May 13, 2026 Tesla Shareholders Appeal Suit Dismissal Tied To Texas Move
By Sydney Price
Law360 (May 13, 2026, 8:05 PM EDT) — Tesla shareholders, whose breach of fiduciary duty suit against Elon Musk and the automaker’s directors was dismissed last month following the company’s move to Texas, appealed the dismissal to the Delaware Supreme Court on Wednesday.
The notice of appeal states that the shareholders will challenge the April 13 decision by Vice Chancellor Bonnie W. David granting dismissal bids filed by Musk and Tesla Inc. directors to end the claims. Vice Chancellor David found that a forum selection bylaw applies retroactively even though the conduct at issue occurred before the company reincorporated in the Lone Star State.
The consolidated case was transferred to Vice Chancellor David on April 2 by Chancellor Kathaleen St. J. McCormick, the top judge on the Delaware Chancery Court, who denied Musk’s motion seeking her recusal from the matter and two other highÂprofile cases involving stockholders and Tesla in March.
Among other claims, the shareholders say Musk breached his fiduciary duties to the company by selling Tesla stock based on material nonpublic information, hiring Tesla employees to work for his other company xAl, and diverting microchips from Tesla to xAI and Twitter, now known as X.
The plaintiffs also claim Tesla’s directors breached their fiduciary duties by failing to maintain adequate insider trading internal controls and failing to exercise oversight over Musk’s conduct.
Employees’ Retirement System of Rhode Island is represented by Bruce E. Jameson, Marcus E. Montejo, Kevin H. Davenport and John G. Day of Prickett Jones & Elliott PA, and Daniel P. Chip lock, John T. Nicolaou, Sean A. Petterson, Miranda K. Litwak, Richard M. Heimann, Katherine Lubin Benson and Bruce W. Leppla of Lieff Cabraser Heimann & Bernstein LLP.
Cleveland Bakers and Teamsters Pension Fund, Daniel Hazen and Michael Giampietro are represented by Christine M. Mackintosh, Vivek Upadhya and William G. Passannante II of Grant & Eisenhofer PA, Thomas Curry, David J. Schwartz, David L. Wales and Adam D. Warden of Saxena White PA, Brian Schall of Schall Law Firm, and Ned Weinberger, John Vielandi and Joshua M. Glasser of Labaton Keller Sucharow LLP.
Michael Perry is represented by P. Bradford deLeeuw of deLeeuw Law LLC, Olimpia Lee Squitieri of Squitieri & Fearon LLP and Fletcher Moore of Moore Law PLLC.
Elon Musk is represented by Michael A. Barlow, Shannon M. Doughty, Hayden J. Driscoll, Alex B. Spiro, Christopher D. Kercher and Jonathan E. Feder of Quinn Emanuel Urquhart & Sullivan LLP.
Tesla Inc. is represented by John L. Reed, Ronald N. Brown III, Caleb G. Johnson, Daniel P. Klusman, Melanie Walker and Steve Rosato of DLA Piper, Rudolf Koch, Kevin M. Gallagher and Andrew L. Milam of Richards Layton & Finger PA, and Brian T. Frawley, Matthew A. Schwartz and Michael T. Lemanski of Sullivan & Cromwell LLP.
The Tesla directors are represented by David E. Ross and Garrett B. Moritz of Ross Aronstam & Moritz LLP, and Boris Feldman, Doru Gavril, Rebecca Lockert and J. Mia Tsui ofFreshfields LLP.
The case is In Re: Tesla Inc. Derivative Litigation, case number 2024-0631, in the Supreme Court of the State of Delaware.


▸ **Instructions for the task**
Look through the listing below for the word "text" and copy every line where it occurs.

▸ **Data in this exercise**
######

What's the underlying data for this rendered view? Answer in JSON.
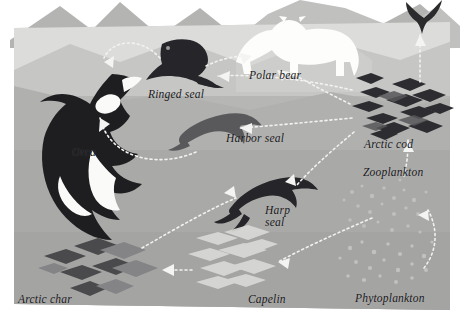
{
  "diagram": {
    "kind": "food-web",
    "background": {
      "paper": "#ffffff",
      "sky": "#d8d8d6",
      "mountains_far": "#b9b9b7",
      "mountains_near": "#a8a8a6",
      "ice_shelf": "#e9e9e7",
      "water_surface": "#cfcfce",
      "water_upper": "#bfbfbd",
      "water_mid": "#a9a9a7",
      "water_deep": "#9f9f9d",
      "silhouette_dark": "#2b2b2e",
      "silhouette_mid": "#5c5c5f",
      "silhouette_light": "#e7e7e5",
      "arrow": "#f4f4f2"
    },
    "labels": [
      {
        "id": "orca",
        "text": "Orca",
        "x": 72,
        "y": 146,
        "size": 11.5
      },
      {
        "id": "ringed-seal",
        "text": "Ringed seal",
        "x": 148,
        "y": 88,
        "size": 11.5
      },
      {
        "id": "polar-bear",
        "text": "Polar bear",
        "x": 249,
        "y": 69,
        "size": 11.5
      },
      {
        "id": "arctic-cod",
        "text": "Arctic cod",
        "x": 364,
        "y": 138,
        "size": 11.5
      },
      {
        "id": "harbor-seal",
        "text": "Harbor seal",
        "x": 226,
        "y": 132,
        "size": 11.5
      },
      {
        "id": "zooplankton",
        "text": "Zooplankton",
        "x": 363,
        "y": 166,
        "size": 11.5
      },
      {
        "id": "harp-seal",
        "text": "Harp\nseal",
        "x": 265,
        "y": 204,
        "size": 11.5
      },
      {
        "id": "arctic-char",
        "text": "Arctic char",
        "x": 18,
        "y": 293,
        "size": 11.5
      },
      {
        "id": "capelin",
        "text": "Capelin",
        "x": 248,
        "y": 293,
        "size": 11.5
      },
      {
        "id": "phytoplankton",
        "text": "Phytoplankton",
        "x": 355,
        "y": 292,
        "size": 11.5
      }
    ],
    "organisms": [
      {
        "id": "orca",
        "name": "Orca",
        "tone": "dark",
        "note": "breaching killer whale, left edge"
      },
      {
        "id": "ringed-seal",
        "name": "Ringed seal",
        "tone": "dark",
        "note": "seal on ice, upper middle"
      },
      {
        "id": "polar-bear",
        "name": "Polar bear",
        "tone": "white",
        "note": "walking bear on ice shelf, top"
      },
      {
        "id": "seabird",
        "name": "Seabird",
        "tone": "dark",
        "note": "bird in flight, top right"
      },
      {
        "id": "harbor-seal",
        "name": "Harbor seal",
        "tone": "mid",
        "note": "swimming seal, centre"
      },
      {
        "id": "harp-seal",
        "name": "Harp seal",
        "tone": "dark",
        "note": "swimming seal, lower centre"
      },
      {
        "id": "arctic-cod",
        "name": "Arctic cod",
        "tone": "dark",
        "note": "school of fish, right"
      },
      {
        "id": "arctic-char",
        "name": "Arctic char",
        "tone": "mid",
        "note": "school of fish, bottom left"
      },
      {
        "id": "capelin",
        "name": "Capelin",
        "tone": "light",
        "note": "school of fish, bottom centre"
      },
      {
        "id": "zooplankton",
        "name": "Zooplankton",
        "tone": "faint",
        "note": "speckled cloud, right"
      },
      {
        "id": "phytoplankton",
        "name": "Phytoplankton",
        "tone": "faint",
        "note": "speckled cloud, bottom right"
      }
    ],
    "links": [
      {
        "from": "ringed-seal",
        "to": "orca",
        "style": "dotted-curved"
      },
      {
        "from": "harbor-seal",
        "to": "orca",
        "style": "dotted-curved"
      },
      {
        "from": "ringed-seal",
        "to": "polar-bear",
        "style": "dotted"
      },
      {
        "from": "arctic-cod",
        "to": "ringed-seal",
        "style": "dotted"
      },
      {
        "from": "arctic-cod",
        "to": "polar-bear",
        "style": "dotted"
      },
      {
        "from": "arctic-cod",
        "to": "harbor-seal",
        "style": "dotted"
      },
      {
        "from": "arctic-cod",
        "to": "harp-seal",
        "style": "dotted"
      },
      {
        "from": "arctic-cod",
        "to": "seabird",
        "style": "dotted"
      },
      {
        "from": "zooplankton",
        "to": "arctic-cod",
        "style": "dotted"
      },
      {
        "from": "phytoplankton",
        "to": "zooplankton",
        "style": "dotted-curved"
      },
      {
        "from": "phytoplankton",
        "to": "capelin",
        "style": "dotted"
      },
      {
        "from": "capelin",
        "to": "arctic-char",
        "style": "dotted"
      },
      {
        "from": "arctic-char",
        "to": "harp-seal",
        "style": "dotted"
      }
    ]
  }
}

######

▸ **Response to the task**
        "text": "Orca",
        "text": "Ringed seal",
        "text": "Polar bear",
        "text": "Arctic cod",
        "text": "Harbor seal",
        "text": "Zooplankton",
        "text": "Harp\nseal",
        "text": "Arctic char",
        "text": "Capelin",
        "text": "Phytoplankton",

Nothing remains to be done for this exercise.